Tradeweb adds ‘in-flight’ controls for European credit to AiEX

Users of the trading tool can now isolate and manage trade exceptions in real time.

Tradeweb has launched a feature on its Automated Intelligent Execution (AiEX) platform for European credit that lets users manually intervene when a trade fails to execute.

Chioma Okoye, managing director of European institutional credit at Tradeweb, says the enhancement enables clients to interact with trades that would otherwise be rejected to the order management system. Traders can now isolate what is preventing the trade from being executed and manage trade exceptions.

AiEX is a rules-based trading tool that allows users to set parameters for their orders. For example, a trader can specify how many dealers they want to reach out to, or the time for the proposed trade once quotes have been received from the dealers.

Prior to the roll-out of the new feature, users had to look at other ways of executing the trade, potentially going “fully manual” or switching to voice trading. With the enhancement, a trader can inspect the trades “in-flight”, even if, say, 20% of them are not meeting every single one of the trader’s parameters. “This is where the experience or the judgment of the human trader comes in to decide whether this is within the threshold,” Okoye says. 

Fixed income trading is edging closer towards electronification, promising greater transparency, and better price discovery and execution. However, there are often times where a human touch is unavoidable; for example, if a trade is very large or illiquid. Even with trades that are meant to be executed electronically, a trading system can throw up an exception, forcing the user to manually carry out the trade. Allowing traders a kind of manual override during the trading process, Okoye says, will help persuade them to embrace automation.

“There are certainly clients out there for whom this is the first time they feel really comfortable using automation, because there is still that ability to interact with and use their judgment to decide when they want to push all the way through or pull back, depending on what they are seeing in terms of which parameters don’t get met,” she says.   

Okoye adds that the enhancement will free up more time for traders to focus on more esoteric trades: “The more you can push through automation, the more time you have to focus on the stuff that requires a lot more attention from a human trader.”   

Nicola Danese, managing director and head of European fixed income at Tradeweb, says the feature’s “hybrid” aspect makes the process less, rather than more, manual. “It’s not necessarily more manual; it’s really a manual portion that was already there and managed completely independently that is now being brought [in] as part of the workflow to give the client better, seamless execution,” he says.  

It could also allow users to set better rules for trades by allowing visibility into why an order was not executed and how frequently an exception happens. Based on these observations, a trader could decide to change the parameters they have set on the platform. 

“You would have the ability within the user interface to view your parameters, see the one that maybe you set a little bit too tight for what you are trying to achieve, and then widen it,” Okoye says. “Literally, it could be down to market conditions for the next couple of weeks, [so] you need to be a little bit wider on it. And you can do that way more dynamically now, with the ability to see what the exception was in real-time, react to it, and adjust as the need arises.” 

Tradeweb originally introduced the functionality toward the end of 2018 for the US credit market, before launching it in European credit earlier this month. The reason for the gradual roll-out is the individual characteristics of each market and the different levels of AiEX adoption among clients for each product. In European credit, for instance, the need for more direct interaction with the order came as people looked to increase the size and liquidity of orders—some of which may need a last look from the trader. It was also necessary to incorporate the firm’s full range of smarter dealer-selection tools before deploying the feature in the space.

Danese says Tradeweb sees AiEX as a growth area, with opportunities to bring less-liquid securities and larger trade sizes onto the platform. However, it requires users to become comfortable with liquid securities and smaller trades first. He says giving people “more visibility, having maybe a user interface where you can see exactly what the rules are doing for you, interacting more seamlessly with the platform on exception management, are all things in our mind that will try to address that point.”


- [WHAT TO WORK ON] Scan the entries that follow for the word "temporal", then report every line in which it appears.
*** Begin section ***
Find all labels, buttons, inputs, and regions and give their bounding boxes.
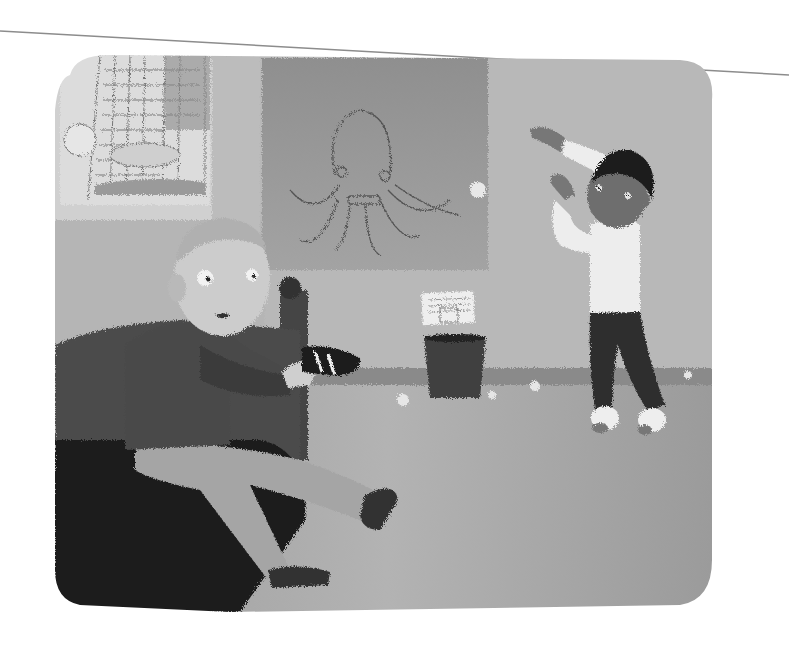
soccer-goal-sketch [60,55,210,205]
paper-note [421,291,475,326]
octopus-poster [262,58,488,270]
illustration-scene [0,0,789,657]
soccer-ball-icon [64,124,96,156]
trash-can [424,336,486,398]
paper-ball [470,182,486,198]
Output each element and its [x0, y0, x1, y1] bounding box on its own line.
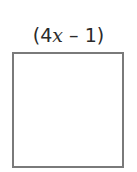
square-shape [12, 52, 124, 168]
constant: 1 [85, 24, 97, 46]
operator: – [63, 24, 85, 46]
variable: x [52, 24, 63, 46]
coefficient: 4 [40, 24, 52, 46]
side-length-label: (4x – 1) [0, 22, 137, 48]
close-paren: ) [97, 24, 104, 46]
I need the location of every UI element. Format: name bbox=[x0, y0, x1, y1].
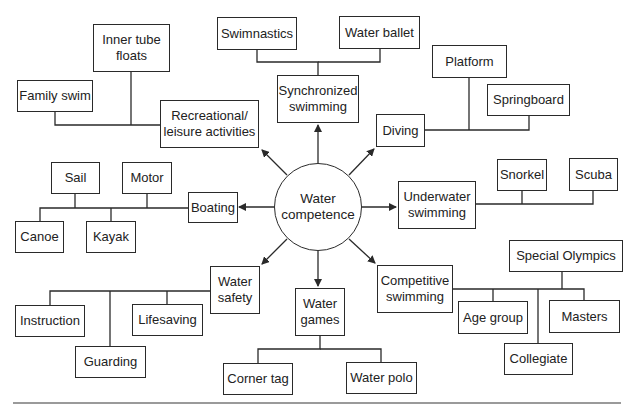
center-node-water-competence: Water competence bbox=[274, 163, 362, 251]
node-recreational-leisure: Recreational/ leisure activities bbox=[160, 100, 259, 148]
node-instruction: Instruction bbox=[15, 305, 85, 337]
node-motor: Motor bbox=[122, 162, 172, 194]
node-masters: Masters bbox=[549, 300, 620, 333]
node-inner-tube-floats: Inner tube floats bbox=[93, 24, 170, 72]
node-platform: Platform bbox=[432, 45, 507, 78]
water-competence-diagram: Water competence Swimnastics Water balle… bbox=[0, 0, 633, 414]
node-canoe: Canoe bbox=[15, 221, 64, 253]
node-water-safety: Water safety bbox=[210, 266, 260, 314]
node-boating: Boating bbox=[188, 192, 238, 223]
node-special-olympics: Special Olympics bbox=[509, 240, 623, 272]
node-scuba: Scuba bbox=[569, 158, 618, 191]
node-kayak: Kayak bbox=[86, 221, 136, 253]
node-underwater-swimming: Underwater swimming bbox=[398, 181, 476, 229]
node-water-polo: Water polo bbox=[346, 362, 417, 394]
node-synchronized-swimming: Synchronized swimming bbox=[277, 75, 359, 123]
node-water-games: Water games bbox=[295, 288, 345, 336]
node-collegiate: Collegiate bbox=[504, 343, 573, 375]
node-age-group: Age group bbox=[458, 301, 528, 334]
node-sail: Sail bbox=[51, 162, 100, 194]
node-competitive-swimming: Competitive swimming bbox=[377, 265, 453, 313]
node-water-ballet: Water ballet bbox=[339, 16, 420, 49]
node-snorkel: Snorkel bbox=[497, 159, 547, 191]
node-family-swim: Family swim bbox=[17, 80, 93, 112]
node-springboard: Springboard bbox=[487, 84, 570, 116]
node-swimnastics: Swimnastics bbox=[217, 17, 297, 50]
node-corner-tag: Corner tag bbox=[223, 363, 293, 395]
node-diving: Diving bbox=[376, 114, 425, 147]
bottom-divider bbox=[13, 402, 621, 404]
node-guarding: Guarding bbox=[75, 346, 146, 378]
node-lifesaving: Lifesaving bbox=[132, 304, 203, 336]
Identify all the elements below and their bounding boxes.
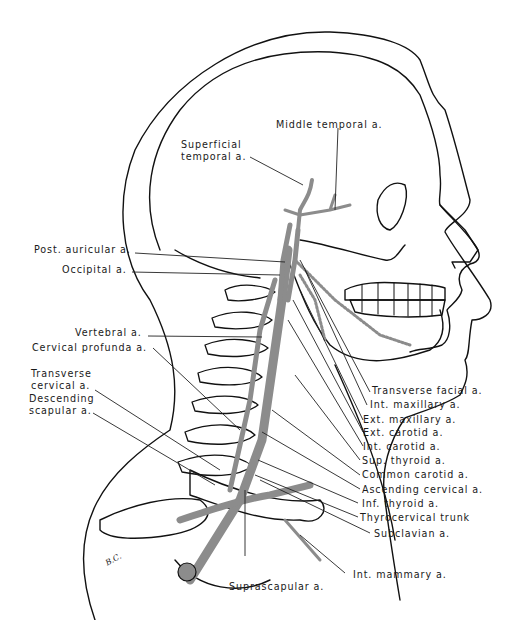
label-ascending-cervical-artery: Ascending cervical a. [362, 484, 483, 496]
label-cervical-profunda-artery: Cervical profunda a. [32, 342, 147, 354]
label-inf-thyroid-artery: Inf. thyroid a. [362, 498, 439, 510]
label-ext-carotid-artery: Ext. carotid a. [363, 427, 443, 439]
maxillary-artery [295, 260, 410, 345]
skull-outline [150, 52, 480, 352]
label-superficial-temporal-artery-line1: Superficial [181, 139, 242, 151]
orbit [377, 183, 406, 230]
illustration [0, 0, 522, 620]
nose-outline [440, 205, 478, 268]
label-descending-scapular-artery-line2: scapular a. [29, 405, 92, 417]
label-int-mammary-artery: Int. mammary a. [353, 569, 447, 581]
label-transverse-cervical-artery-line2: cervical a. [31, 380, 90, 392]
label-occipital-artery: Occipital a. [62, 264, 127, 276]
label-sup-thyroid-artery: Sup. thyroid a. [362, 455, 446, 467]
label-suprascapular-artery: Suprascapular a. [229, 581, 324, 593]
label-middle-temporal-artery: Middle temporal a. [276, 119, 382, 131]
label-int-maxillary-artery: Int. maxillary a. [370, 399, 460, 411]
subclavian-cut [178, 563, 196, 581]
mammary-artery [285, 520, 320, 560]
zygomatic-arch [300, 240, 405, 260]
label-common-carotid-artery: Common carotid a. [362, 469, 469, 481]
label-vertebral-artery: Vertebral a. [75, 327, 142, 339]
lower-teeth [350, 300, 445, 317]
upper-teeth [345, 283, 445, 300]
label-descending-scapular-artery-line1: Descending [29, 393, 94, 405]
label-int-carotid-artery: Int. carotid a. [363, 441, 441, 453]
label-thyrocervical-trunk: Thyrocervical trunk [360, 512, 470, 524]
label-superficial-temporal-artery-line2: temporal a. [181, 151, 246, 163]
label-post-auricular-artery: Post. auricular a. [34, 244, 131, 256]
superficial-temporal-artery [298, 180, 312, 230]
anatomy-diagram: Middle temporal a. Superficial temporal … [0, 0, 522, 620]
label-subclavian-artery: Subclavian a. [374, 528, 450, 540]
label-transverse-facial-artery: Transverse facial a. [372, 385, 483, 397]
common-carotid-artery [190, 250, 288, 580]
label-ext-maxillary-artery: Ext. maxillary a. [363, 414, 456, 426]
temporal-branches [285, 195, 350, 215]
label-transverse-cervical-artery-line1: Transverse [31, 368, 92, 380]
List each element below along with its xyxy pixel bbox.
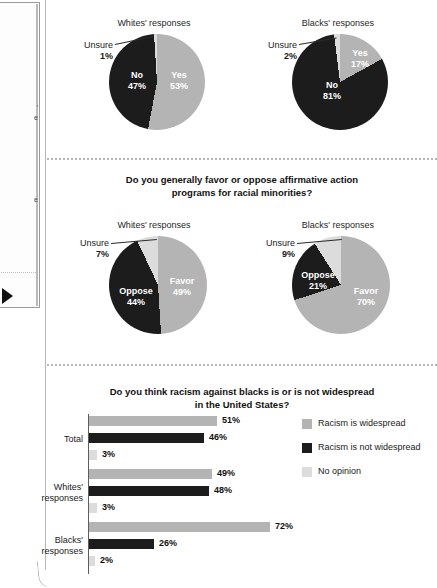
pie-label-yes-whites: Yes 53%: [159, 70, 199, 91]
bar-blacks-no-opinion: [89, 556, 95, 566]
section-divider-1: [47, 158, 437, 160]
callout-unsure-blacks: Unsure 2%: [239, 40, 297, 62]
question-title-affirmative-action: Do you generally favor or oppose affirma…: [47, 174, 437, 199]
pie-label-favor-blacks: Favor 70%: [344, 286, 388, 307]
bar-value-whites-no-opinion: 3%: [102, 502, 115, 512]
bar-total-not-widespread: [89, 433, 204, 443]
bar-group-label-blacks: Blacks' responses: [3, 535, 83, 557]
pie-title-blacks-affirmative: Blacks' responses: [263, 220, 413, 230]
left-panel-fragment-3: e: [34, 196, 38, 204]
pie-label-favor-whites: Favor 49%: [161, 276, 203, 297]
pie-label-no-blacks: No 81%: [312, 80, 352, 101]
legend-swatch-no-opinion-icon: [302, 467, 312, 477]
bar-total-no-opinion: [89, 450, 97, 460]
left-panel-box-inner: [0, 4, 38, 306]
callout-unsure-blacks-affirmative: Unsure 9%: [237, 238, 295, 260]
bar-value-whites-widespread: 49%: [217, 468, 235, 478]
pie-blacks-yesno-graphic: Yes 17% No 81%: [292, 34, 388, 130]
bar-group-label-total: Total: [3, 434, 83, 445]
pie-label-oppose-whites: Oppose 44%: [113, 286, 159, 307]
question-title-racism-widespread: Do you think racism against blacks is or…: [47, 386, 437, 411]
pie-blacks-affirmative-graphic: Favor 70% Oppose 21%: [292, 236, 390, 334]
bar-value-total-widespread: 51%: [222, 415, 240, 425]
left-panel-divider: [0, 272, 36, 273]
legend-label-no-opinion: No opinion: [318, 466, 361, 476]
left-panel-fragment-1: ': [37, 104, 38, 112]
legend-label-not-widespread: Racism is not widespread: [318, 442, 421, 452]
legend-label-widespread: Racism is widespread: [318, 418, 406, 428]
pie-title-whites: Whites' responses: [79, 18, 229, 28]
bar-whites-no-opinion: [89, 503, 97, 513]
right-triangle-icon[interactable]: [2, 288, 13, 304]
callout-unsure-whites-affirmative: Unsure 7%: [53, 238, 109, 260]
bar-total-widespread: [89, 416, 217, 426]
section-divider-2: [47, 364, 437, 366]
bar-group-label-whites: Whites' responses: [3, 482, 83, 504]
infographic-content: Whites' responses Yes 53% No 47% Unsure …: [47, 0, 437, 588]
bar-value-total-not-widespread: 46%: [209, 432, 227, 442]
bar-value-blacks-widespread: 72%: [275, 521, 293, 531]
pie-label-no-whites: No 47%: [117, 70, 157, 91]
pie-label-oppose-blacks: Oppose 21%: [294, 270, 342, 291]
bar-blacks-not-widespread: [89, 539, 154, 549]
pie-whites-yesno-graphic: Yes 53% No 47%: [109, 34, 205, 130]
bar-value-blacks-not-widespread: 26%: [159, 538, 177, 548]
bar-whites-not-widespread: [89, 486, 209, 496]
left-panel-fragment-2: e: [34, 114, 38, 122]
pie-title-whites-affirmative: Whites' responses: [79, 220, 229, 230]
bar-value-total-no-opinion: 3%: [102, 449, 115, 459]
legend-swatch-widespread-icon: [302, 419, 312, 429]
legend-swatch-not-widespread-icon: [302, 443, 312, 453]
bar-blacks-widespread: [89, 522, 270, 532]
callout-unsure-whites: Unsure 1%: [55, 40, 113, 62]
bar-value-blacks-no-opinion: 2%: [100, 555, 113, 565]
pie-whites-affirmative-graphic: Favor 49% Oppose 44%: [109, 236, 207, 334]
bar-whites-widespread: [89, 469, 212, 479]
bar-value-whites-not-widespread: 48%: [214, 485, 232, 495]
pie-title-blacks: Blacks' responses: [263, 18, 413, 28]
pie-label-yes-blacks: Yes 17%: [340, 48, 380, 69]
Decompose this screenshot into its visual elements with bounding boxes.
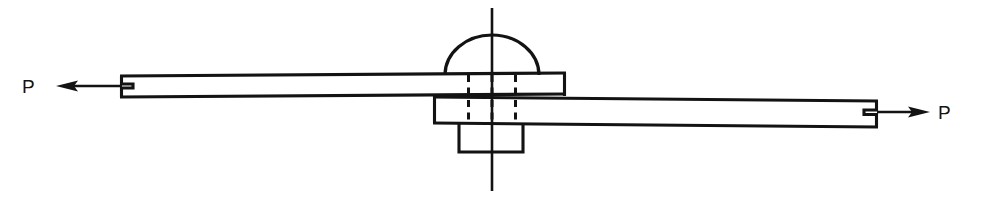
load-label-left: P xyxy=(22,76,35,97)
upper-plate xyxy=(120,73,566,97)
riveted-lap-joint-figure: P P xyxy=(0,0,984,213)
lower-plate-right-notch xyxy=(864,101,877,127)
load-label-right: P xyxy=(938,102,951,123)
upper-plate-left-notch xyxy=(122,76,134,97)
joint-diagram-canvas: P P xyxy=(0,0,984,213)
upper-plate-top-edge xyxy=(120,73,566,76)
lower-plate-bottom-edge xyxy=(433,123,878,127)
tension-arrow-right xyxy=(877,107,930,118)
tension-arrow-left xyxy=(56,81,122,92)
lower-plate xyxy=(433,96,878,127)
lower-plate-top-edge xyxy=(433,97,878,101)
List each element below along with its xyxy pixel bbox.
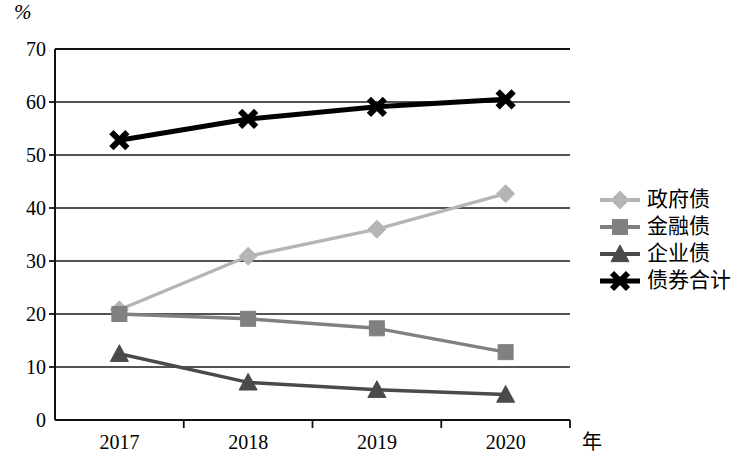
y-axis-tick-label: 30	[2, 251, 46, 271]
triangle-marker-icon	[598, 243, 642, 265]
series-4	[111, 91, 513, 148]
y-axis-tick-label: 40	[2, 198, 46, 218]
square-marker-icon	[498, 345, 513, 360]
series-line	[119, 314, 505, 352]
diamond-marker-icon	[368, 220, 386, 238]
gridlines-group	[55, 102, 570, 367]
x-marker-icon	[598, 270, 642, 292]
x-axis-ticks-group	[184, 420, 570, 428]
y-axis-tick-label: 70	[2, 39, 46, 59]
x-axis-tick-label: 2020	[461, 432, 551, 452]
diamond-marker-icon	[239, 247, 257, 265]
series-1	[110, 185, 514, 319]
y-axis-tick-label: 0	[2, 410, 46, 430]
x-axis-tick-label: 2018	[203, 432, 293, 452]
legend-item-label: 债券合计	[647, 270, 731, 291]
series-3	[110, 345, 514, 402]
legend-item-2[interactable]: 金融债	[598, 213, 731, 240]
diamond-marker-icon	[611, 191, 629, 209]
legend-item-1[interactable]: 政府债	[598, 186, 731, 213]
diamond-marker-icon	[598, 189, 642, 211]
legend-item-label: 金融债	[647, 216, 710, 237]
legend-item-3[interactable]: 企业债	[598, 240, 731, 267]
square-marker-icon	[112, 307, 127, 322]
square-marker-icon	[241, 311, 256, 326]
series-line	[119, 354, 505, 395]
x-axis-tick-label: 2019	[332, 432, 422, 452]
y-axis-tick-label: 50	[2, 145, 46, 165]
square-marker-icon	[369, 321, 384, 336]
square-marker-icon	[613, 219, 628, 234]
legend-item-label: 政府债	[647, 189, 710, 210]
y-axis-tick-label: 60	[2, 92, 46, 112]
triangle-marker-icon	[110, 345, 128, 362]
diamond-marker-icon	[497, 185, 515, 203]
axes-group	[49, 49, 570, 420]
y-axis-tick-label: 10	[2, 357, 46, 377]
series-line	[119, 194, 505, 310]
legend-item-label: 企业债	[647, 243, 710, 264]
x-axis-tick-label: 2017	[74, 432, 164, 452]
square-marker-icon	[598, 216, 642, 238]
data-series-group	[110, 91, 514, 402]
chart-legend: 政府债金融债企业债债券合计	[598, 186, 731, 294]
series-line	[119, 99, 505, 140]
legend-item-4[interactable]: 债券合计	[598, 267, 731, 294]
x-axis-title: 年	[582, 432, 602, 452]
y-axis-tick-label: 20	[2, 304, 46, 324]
*** End section ***
- [SOLUTION]
label-superficial-temporal-artery-line1: Superficial [181, 139, 242, 151]
label-middle-temporal-artery: Middle temporal a. [276, 119, 382, 131]
label-superficial-temporal-artery-line2: temporal a. [181, 151, 246, 163]
superficial-temporal-artery [298, 180, 312, 230]
anatomy-diagram: Middle temporal a. Superficial temporal … [0, 0, 522, 620]
temporal-branches [285, 195, 350, 215]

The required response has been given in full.